Chapter 1981: Rapid Expansion - Part 5
A story in his head, a distraction, a hint of magic that ought not be there. That childishness, that distance, making it something other than what it was. A strange thrill that he hadn’t had in the shortest little while.
An open window in the corridor allowed the cold wind of the outside world in. A small patch of snow made its way onto the tiles, along with some pine needles. A different voice in the drama. A sense of reverence in Oliver’s fingers as he closed it. Once more, childishly. Thinking as deeply as he could, without really thinking at all. Magic in all things. A certain part of him searching, always searching, for what it was that he might do.
A sense that a battle had been fought in the depths of his unconscious, even as he attempted to rest, and even after the true battle against Tiberius had been won. Something had been dissatisfied, or at least dutiful, or perhaps it was something else entirely that drove it. That which had won the battle against Tiberius in the first place – that which Oliver Patrick, and all he assumed himself to be had no control of.
A possessed man, possessed of a thing that seemed to have infinite interest. Easily distracted, and mightily powerful. It robbed him of his purpose when that fire ought to have kept him striding down the corridor in search of that which he’d set out to find. Instead, it had him standing there, with one window half-closed, staring up at the sky in a reverence. A half-moon, and a cloudless night. A little semi-circle of silver. Significance to it, some sort of hidden meaning. A riddle that could solve the next thousand years of the Stormfront if only he could understand it.
Then a lowered gaze, out towards the Black Mountains, a great looming shadow in the depths of the night. Silent, it was, whenever the gentle wind was now stirring. Oliver fancied he could hear those mountains growling. A strength of emotion in his chest – a part of him that seemed to understand something with a far greater significance than he ever could. The first step on a path that Oliver did not even see.
A decision hastily made, and this was where it brought him. That stirring sense. Something delighted in it, something seemed to point to the fact that finally, he was pointed in the right direction, that those short few weeks of emptiness and drifting in the lue of his victory over Tiberius were set towards something more profound.
And how could that not be the case? For even the Oliver that wondered why it was he was stood there, rooted still as he was, so interested in the horizon, did understand in the same way the position in which they now stood. Hod had attempted to grapple with it, so that Oliver did not have to. Or at least, whilst Oliver’s interest did not point him properly in that direction, in the fallout from the extensive fighting he had done, and the losses he had endured.

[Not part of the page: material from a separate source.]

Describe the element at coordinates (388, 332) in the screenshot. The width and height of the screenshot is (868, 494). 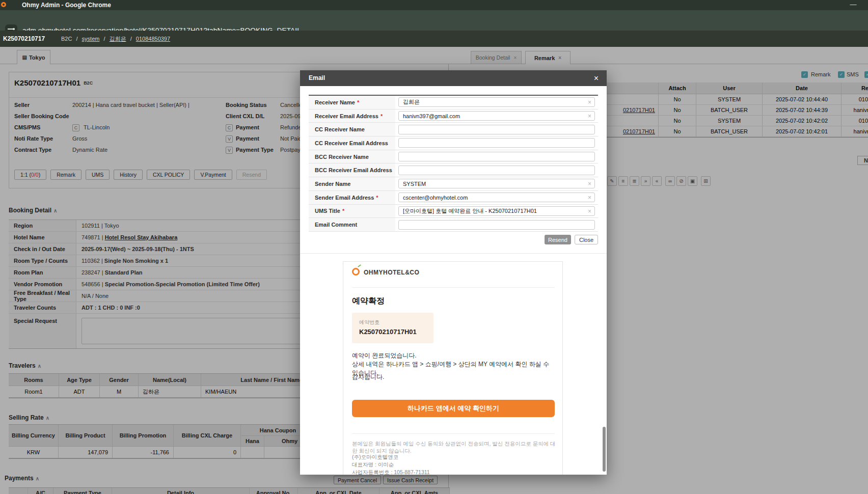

Solgrim, Ernest, and the entirety of the Stormfront, off the back of the short footsteps that they would take in marching towards their Kingdom’s Capital, was most certainly about to change. Whether they were to lose, it would change, and whether they were to win, it would most certainly change.

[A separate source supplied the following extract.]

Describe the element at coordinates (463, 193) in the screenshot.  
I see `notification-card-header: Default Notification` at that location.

An entire country and its fate lay in the balance. An outstretched hand as Oliver pondered it, allowing a few flakes of snow to fall on him. Then a clenched fist, a tilt of the head, something desperately trying to understand, and wondering truly what it was – that country that he called the Stormfront. Those mountains that he called the Black Mountains. And even Ernest, the city that he stood in.
Were they the grey subjects of their own names? Were they just places on the map? Or were they simply the people that inhabited them? No logical definition that Oliver came up with seemed to satisfy it. It was that look in his eyes, distant from the realm of men, yet more involved in it than he could ever be. A child’s look, well and truly, but with a weight that no true child could ever hold. It was that look which seemed to understand, and get closer to the heart of it. They were not names, they were not places, not locations on the map. They were not even the bricks that built them, nor the ground that made them. The truth of them was in a feeling – a sense of stirring magic. The truth of them was in that which could animate Oliver Patrick when he thought upon them.

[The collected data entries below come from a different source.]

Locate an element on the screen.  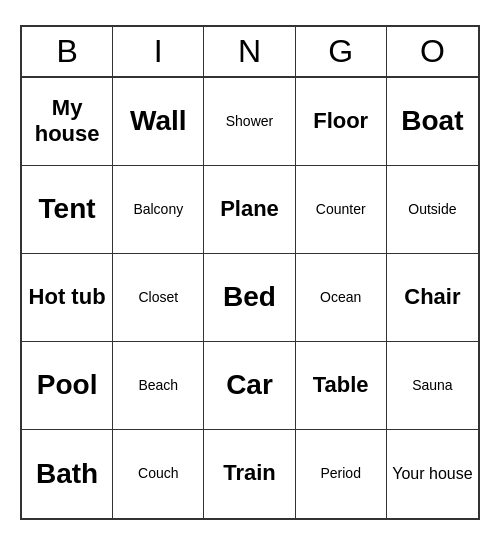
bingo-cell: Boat is located at coordinates (432, 122). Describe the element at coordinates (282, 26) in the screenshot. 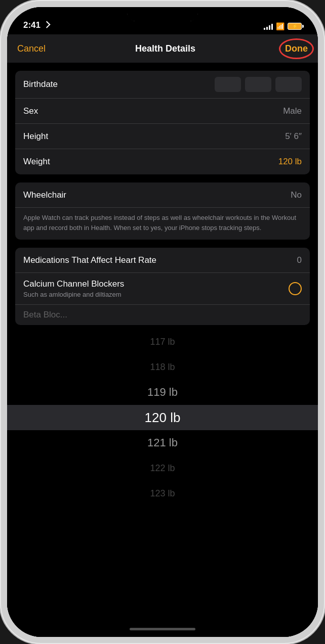

I see `status-icons: 📶 ⚡` at that location.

The magic of the Black mountains, and all that they seemed to offer. The invisible creatures that seemed to house themselves there, both in reality, and in fiction. The powerful monsters that he very much knew dwelled there, but also that unmistakable peace, that crushing sense of wisdom that he associated with it. Was that simply the product of the time that he had spent there with Dominus, or was it a veritable truth in and of itself?
If he were to seize a hand out and claim it, then he ought know that truth. And what would motivate his hand towards seizing it, if not for that sense which was beyond that which word could properly describe? The magic of the place, and all that existed in it beyond which the human mouth could properly describe. That, Oliver found he was willing to fight for. He imagined a Yarmdon horde in their tens and hundreds of thousands coming to claim it, and he found, quite easily, that he was willing to defend it until the very last breath.
Was that the Stormfront? The will to defend it from all other hands that would take it?
Or was the Stormfront in that sense of loss, when he imagined how it would have been if he were to lose such a battle? To lose the wisdom of that place? A spirit in it like that of Blackwell, and like that of Dominus and Tavar, all put together. Wise, brooding, grey mountains, full of life, and so much to offer. To lose that, Oliver could say with a certainty, the Stormfront would be so far degraded as to cease to be itself – simply to lose one range of mountains would make it so.